Not surprisingly, it’s John Woo, able to provide a nautical sequence that shames “Speed 2” plus carnage choreographed to Olivia Newton-John singing “Somewhere Over the Rainbow,” who is the real star of “Face/Off.” It’s difficult to describe the jolt his films deliver when he’s on, and he is on with a vengeance here.

* MPAA rating: R, for intense sequences of strong violence, and for strong language. Times guidelines: glimpses of a man without a face.

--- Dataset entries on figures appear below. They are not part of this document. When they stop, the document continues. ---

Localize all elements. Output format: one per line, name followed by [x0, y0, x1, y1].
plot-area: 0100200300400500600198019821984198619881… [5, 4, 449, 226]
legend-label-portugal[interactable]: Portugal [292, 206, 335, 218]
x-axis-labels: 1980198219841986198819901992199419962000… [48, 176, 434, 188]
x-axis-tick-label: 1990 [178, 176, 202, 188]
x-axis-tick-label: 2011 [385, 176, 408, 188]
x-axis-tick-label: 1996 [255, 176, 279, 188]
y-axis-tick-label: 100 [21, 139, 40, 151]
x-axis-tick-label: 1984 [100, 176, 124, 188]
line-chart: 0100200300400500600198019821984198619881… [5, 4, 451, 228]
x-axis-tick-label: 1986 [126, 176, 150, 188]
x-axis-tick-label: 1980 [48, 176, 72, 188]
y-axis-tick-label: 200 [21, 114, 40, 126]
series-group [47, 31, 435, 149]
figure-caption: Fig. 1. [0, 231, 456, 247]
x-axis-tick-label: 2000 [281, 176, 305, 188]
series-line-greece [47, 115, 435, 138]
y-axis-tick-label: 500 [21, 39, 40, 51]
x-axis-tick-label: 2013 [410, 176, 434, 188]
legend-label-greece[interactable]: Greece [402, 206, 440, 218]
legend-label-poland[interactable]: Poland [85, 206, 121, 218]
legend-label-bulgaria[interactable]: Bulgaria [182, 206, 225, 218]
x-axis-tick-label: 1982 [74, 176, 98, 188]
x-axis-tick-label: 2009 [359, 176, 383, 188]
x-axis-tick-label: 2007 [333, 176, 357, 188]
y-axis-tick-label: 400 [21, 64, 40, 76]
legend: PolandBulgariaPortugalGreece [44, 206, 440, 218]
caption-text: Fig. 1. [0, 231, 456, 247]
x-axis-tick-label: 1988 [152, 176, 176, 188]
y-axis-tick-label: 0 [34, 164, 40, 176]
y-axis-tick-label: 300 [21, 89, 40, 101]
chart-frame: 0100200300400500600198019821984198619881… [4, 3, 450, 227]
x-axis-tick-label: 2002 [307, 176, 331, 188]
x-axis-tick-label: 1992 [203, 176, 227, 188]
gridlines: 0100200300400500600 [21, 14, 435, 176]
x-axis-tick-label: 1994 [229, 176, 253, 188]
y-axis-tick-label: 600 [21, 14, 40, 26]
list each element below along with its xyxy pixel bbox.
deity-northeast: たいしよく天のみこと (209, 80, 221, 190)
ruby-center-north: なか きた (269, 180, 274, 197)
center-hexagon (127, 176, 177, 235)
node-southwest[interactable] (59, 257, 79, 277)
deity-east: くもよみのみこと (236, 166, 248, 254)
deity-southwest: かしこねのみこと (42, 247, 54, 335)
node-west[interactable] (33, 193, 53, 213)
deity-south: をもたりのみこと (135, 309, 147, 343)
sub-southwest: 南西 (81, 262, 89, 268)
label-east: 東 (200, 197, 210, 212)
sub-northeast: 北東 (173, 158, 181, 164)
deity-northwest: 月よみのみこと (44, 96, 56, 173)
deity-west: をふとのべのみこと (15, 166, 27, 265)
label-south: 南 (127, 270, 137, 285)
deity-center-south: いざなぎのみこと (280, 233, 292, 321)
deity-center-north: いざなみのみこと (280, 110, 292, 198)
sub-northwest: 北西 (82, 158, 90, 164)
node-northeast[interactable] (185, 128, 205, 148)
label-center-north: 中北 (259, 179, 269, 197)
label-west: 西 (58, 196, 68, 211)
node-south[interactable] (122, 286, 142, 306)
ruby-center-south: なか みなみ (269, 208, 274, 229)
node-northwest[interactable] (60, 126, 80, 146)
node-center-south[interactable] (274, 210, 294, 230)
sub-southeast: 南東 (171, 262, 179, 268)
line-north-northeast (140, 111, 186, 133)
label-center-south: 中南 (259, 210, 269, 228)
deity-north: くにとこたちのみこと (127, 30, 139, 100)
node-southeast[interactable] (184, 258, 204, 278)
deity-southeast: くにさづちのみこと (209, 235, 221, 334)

(BEGIN TEXT OF INFOBOX / INFOGRAPHIC)

‘Face/Off’

John Travolta: Sean Archer

Nicolas Cage: Castor Troy

Joan Allen: Eve Archer

Gina Gershon: Sasha Hassler

Alessandro Nivola: Pollux Troy

Dominique Swain: Jamie Archer

A Douglas/Reuther, WCC Entertainment, David Permut production, released by Paramount Pictures. Director John Woo. Producers David Permut, Barrie Osborne, Terence Chang, Christopher Godsick. Executive producers Michael Douglas, Steven Reuther, Jonathan D. Krane. Screenplay Mike Werb & Michael Colleary. Cinematographer Oliver Wood. Editor Christian Adam Wagner. Costumes Ellen Mirojnick. Music John Powell. Production design Neil Spisak. Art director Steve Arnold. Set decorator Garrett Lewis. Running time: 2 hours, 18 minutes.

* In general release throughout Southern California.